Full Black - Brad Thor [1]
Grasping the terrorist’s head, Harvath gave a sharp twist and broke his neck. Gently, he guided the dead driver’s chin down to his chest.
The final passenger was a young Muslim man seated in the back of the car who was screaming. As Riley Turner opened his door she could see he had wet himself. Painting his chest with the integrated laser sight of her Taser, she pulled the trigger.
The compressed nitrogen propulsion system ejected two barbed probes and embedded them in the young man’s flesh. The insulated wires leading back to the weapon delivered a crackling pulse of electricity that incapacitated his neuromuscular capability.
Yanking open the opposite door, Harvath carefully avoided the probes as he pulled the man from the vehicle and laid him on the ground. Once the man’s hands were FlexCuff’d behind his back, Harvath removed a roll of duct tape and slapped a piece over his mouth. Producing a pair of pliers, he yanked out the probes. The man winced and emitted a cry of pain from behind his gag. As he did, Harvath looked up and saw a familiar pearl-gray Opel minivan approaching.
The van pulled parallel with the crash scene and slowed to a stop. The sliding door opened and a man in his midtwenties, holding a shopping bag, stepped out into a puddle of radiator fluid and broken glass.
The young operative’s name was Sean Chase, and while he wasn’t a perfect match, he was the best they had.
Chase was the product of an American father and an Egyptian mother. His features were such that Arabs saw him as Arab and Westerners often took him for one of their own. The question was, would the members of the Uppsala cell accept him?
He was intended to be Harvath’s ultimate listening device and was going to switch places with the young Muslim from the backseat of the Škoda, Mansoor Aleem.
Mansoor and the Uppsala cell were the only link the United States had to a string of terrorist attacks that had targeted Americans in Europe and the United States. And as bloody as those attacks had been, they were supposedly nothing, compared to what intelligence reported the plotters were about to unleash.
Subbing Chase for Mansoor was the most crucial and the most dangerous part of the assignment. According to their limited intelligence, only two Uppsala cell members had ever met Mansoor before and actually knew what he looked like. The men were friends of his uncle, a terrorist commander by the name of Aazim Aleem.
The men had been dispatched to Arlanda airport in Stockholm to collect Mansoor and return him to the cell’s safe house two hours north. Thanks to Harvath, they were now both dead.
The team had had the men under surveillance since they had arrived at the airport. The driver had made only one phone call after they had picked up Mansoor and left the airport. Harvath felt confident the call had been to the cell in Uppsala confirming the pickup.
Harvath now pulled the young Muslim to his feet and pushed him up against the van. Drawing his Glock pistol, he placed it under the man’s chin and pulled the tape from over his mouth. “You saw what I did to your friends?”
Mansoor Aleem was trembling. Slowly, he nodded.
While his uncle was a very, very bad guy, as were the two dead men slumped in the Škoda, Mansoor was on the cyber side of the jihad and hadn’t experienced violence or dead bodies firsthand. That didn’t mean he wasn’t just as guilty as jihadis who pulled triggers, planted bombs, or blew themselves up. He was guilty as hell. He was also a potential treasure trove of information, having run a lot of his uncle’s cyber operations. Harvath had no doubt the United States would be able to extract a ton from him. But first, he wanted to be as sure as he could be that he wasn’t sending Chase into a trap.
“We know all about the Uppsala cell,” said Harvath. “We want you to take us to them.”
Mansoor stammered, trying to find his words. “I, I can’t.”
“What do you mean, you can’t?” Harvath demanded.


▸ **Problem description**
Every line of the material below needs to be copied exactly; omit the pictures.

▸ **Given entries**
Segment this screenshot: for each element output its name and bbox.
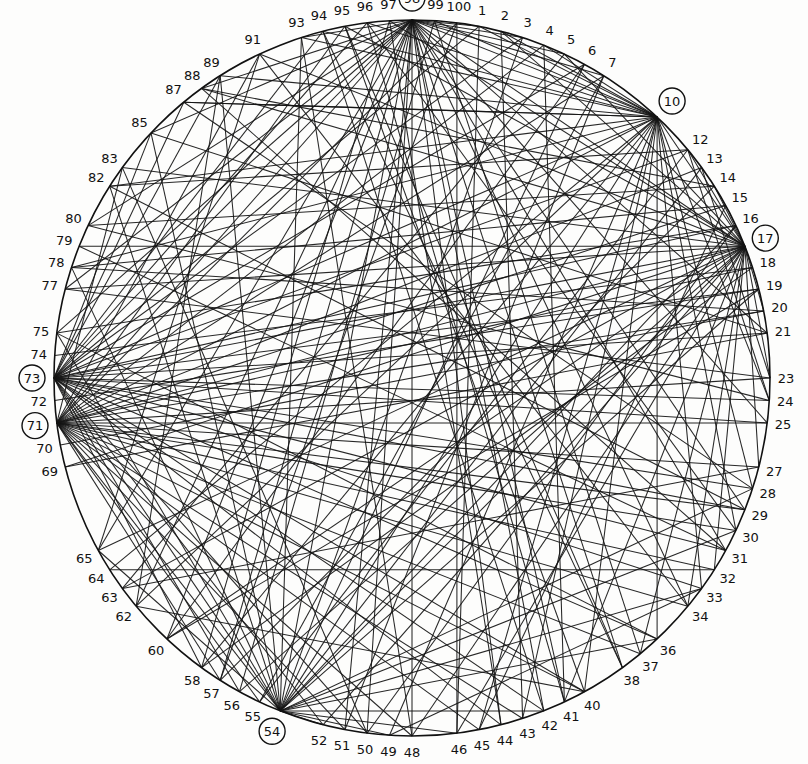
node-label: 30	[742, 530, 759, 545]
node-13: 13	[706, 151, 723, 166]
node-label: 1	[478, 3, 486, 18]
chord-71-30	[57, 423, 736, 531]
node-18: 18	[759, 255, 776, 270]
node-31: 31	[731, 551, 748, 566]
node-label: 40	[584, 698, 601, 713]
node-60: 60	[148, 643, 165, 658]
node-44: 44	[497, 733, 514, 748]
node-37: 37	[642, 659, 659, 674]
node-label: 17	[757, 231, 774, 246]
node-95: 95	[334, 3, 351, 18]
node-label: 25	[775, 417, 792, 432]
node-50: 50	[357, 742, 374, 757]
chord-89-62	[136, 76, 220, 607]
node-label: 15	[731, 190, 748, 205]
node-2: 2	[501, 8, 509, 23]
node-label: 29	[751, 508, 768, 523]
node-label: 74	[30, 347, 47, 362]
node-label: 51	[334, 738, 351, 753]
node-78: 78	[48, 255, 65, 270]
chord-network-diagram: 1234567101213141516171819202123242527282…	[0, 0, 808, 764]
node-1: 1	[478, 3, 486, 18]
node-label: 4	[546, 23, 554, 38]
node-23: 23	[778, 371, 795, 386]
node-71-hub: 71	[22, 413, 48, 439]
node-89: 89	[203, 55, 220, 70]
node-49: 49	[380, 744, 397, 759]
chord-17-41	[564, 246, 745, 702]
chord-38-95	[345, 26, 623, 667]
node-label: 48	[404, 745, 421, 760]
chord-91-65	[98, 54, 259, 550]
node-label: 56	[224, 698, 241, 713]
chord-lines	[54, 20, 770, 736]
node-label: 49	[380, 744, 397, 759]
node-label: 88	[184, 68, 201, 83]
chord-54-82	[110, 186, 281, 711]
node-87: 87	[165, 82, 182, 97]
chord-73-42	[54, 378, 544, 711]
node-80: 80	[65, 211, 82, 226]
node-88: 88	[184, 68, 201, 83]
chord-98-73	[54, 20, 412, 378]
node-91: 91	[245, 32, 262, 47]
node-94: 94	[311, 8, 328, 23]
node-label: 12	[692, 132, 709, 147]
node-label: 65	[76, 551, 93, 566]
node-label: 21	[775, 324, 792, 339]
node-label: 5	[567, 32, 575, 47]
node-label: 3	[523, 15, 531, 30]
node-label: 99	[427, 0, 444, 12]
chord-95-40	[345, 26, 585, 691]
node-46: 46	[451, 742, 468, 757]
node-83: 83	[101, 151, 118, 166]
node-55: 55	[245, 709, 262, 724]
node-label: 7	[608, 55, 616, 70]
node-41: 41	[563, 709, 580, 724]
node-label: 19	[766, 278, 783, 293]
node-label: 16	[742, 211, 759, 226]
node-label: 23	[778, 371, 795, 386]
chord-60-19	[167, 289, 759, 639]
chord-55-12	[260, 150, 688, 702]
node-label: 72	[30, 394, 47, 409]
node-label: 10	[664, 94, 681, 109]
chord-71-40	[57, 423, 585, 692]
node-labels: 1234567101213141516171819202123242527282…	[19, 0, 794, 760]
chord-71-37	[57, 423, 640, 654]
node-6: 6	[588, 43, 596, 58]
node-label: 14	[720, 170, 737, 185]
node-15: 15	[731, 190, 748, 205]
chord-54-89	[220, 76, 280, 711]
chord-17-56	[240, 246, 745, 692]
node-label: 52	[311, 733, 328, 748]
node-75: 75	[33, 324, 50, 339]
node-label: 32	[720, 571, 737, 586]
node-label: 73	[24, 371, 41, 386]
node-label: 71	[27, 418, 44, 433]
node-16: 16	[742, 211, 759, 226]
node-14: 14	[720, 170, 737, 185]
node-label: 18	[759, 255, 776, 270]
node-93: 93	[288, 15, 305, 30]
node-82: 82	[88, 170, 105, 185]
chord-87-10	[184, 102, 657, 117]
node-40: 40	[584, 698, 601, 713]
node-100: 100	[446, 0, 471, 14]
node-36: 36	[660, 643, 677, 658]
node-57: 57	[203, 686, 220, 701]
node-label: 93	[288, 15, 305, 30]
node-20: 20	[771, 300, 788, 315]
node-85: 85	[131, 115, 148, 130]
node-label: 96	[357, 0, 374, 14]
chord-71-43	[57, 423, 523, 719]
chord-73-19	[54, 289, 759, 378]
chord-71-29	[57, 423, 745, 510]
chord-98-10	[412, 20, 657, 117]
node-28: 28	[759, 486, 776, 501]
node-label: 54	[264, 724, 281, 739]
chord-73-44	[54, 378, 501, 725]
node-label: 33	[706, 590, 723, 605]
node-label: 94	[311, 8, 328, 23]
node-label: 6	[588, 43, 596, 58]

▸ **Written reply**
Segment this screenshot: for each element output its name and bbox.
node-label: 30	[742, 530, 759, 545]
node-13: 13	[706, 151, 723, 166]
node-label: 1	[478, 3, 486, 18]
chord-71-30	[57, 423, 736, 531]
node-18: 18	[759, 255, 776, 270]
node-31: 31	[731, 551, 748, 566]
node-label: 40	[584, 698, 601, 713]
node-60: 60	[148, 643, 165, 658]
node-44: 44	[497, 733, 514, 748]
node-37: 37	[642, 659, 659, 674]
node-label: 17	[757, 231, 774, 246]
node-95: 95	[334, 3, 351, 18]
node-label: 25	[775, 417, 792, 432]
node-50: 50	[357, 742, 374, 757]
chord-89-62	[136, 76, 220, 607]
node-label: 15	[731, 190, 748, 205]
node-2: 2	[501, 8, 509, 23]
node-label: 29	[751, 508, 768, 523]
node-label: 74	[30, 347, 47, 362]
node-label: 51	[334, 738, 351, 753]
node-78: 78	[48, 255, 65, 270]
chord-network-diagram: 1234567101213141516171819202123242527282…	[0, 0, 808, 764]
node-1: 1	[478, 3, 486, 18]
node-label: 4	[546, 23, 554, 38]
node-23: 23	[778, 371, 795, 386]
node-71-hub: 71	[22, 413, 48, 439]
node-89: 89	[203, 55, 220, 70]
node-49: 49	[380, 744, 397, 759]
chord-17-41	[564, 246, 745, 702]
chord-38-95	[345, 26, 623, 667]
node-label: 48	[404, 745, 421, 760]
chord-91-65	[98, 54, 259, 550]
node-label: 56	[224, 698, 241, 713]
chord-lines	[54, 20, 770, 736]
node-label: 49	[380, 744, 397, 759]
node-label: 88	[184, 68, 201, 83]
chord-54-82	[110, 186, 281, 711]
node-87: 87	[165, 82, 182, 97]
chord-73-42	[54, 378, 544, 711]
node-80: 80	[65, 211, 82, 226]
node-88: 88	[184, 68, 201, 83]
chord-98-73	[54, 20, 412, 378]
node-91: 91	[245, 32, 262, 47]
node-94: 94	[311, 8, 328, 23]
node-label: 12	[692, 132, 709, 147]
node-label: 65	[76, 551, 93, 566]
node-label: 21	[775, 324, 792, 339]
node-label: 5	[567, 32, 575, 47]
node-label: 3	[523, 15, 531, 30]
node-label: 99	[427, 0, 444, 12]
chord-95-40	[345, 26, 585, 691]
node-46: 46	[451, 742, 468, 757]
node-83: 83	[101, 151, 118, 166]
node-55: 55	[245, 709, 262, 724]
node-label: 7	[608, 55, 616, 70]
node-41: 41	[563, 709, 580, 724]
node-label: 19	[766, 278, 783, 293]
node-label: 16	[742, 211, 759, 226]
node-label: 23	[778, 371, 795, 386]
chord-60-19	[167, 289, 759, 639]
chord-55-12	[260, 150, 688, 702]
node-label: 72	[30, 394, 47, 409]
node-label: 10	[664, 94, 681, 109]
chord-71-40	[57, 423, 585, 692]
node-labels: 1234567101213141516171819202123242527282…	[19, 0, 794, 760]
chord-71-37	[57, 423, 640, 654]
node-6: 6	[588, 43, 596, 58]
node-label: 14	[720, 170, 737, 185]
node-15: 15	[731, 190, 748, 205]
chord-54-89	[220, 76, 280, 711]
chord-17-56	[240, 246, 745, 692]
node-label: 52	[311, 733, 328, 748]
node-75: 75	[33, 324, 50, 339]
node-label: 32	[720, 571, 737, 586]
node-label: 73	[24, 371, 41, 386]
node-label: 71	[27, 418, 44, 433]
node-16: 16	[742, 211, 759, 226]
node-14: 14	[720, 170, 737, 185]
node-label: 18	[759, 255, 776, 270]
node-93: 93	[288, 15, 305, 30]
node-82: 82	[88, 170, 105, 185]
chord-87-10	[184, 102, 657, 117]
node-40: 40	[584, 698, 601, 713]
node-100: 100	[446, 0, 471, 14]
node-36: 36	[660, 643, 677, 658]
node-57: 57	[203, 686, 220, 701]
node-label: 93	[288, 15, 305, 30]
node-20: 20	[771, 300, 788, 315]
node-85: 85	[131, 115, 148, 130]
node-label: 96	[357, 0, 374, 14]
chord-71-43	[57, 423, 523, 719]
chord-73-19	[54, 289, 759, 378]
chord-71-29	[57, 423, 745, 510]
chord-98-10	[412, 20, 657, 117]
node-28: 28	[759, 486, 776, 501]
node-label: 54	[264, 724, 281, 739]
chord-73-44	[54, 378, 501, 725]
node-label: 33	[706, 590, 723, 605]
node-label: 94	[311, 8, 328, 23]
node-label: 6	[588, 43, 596, 58]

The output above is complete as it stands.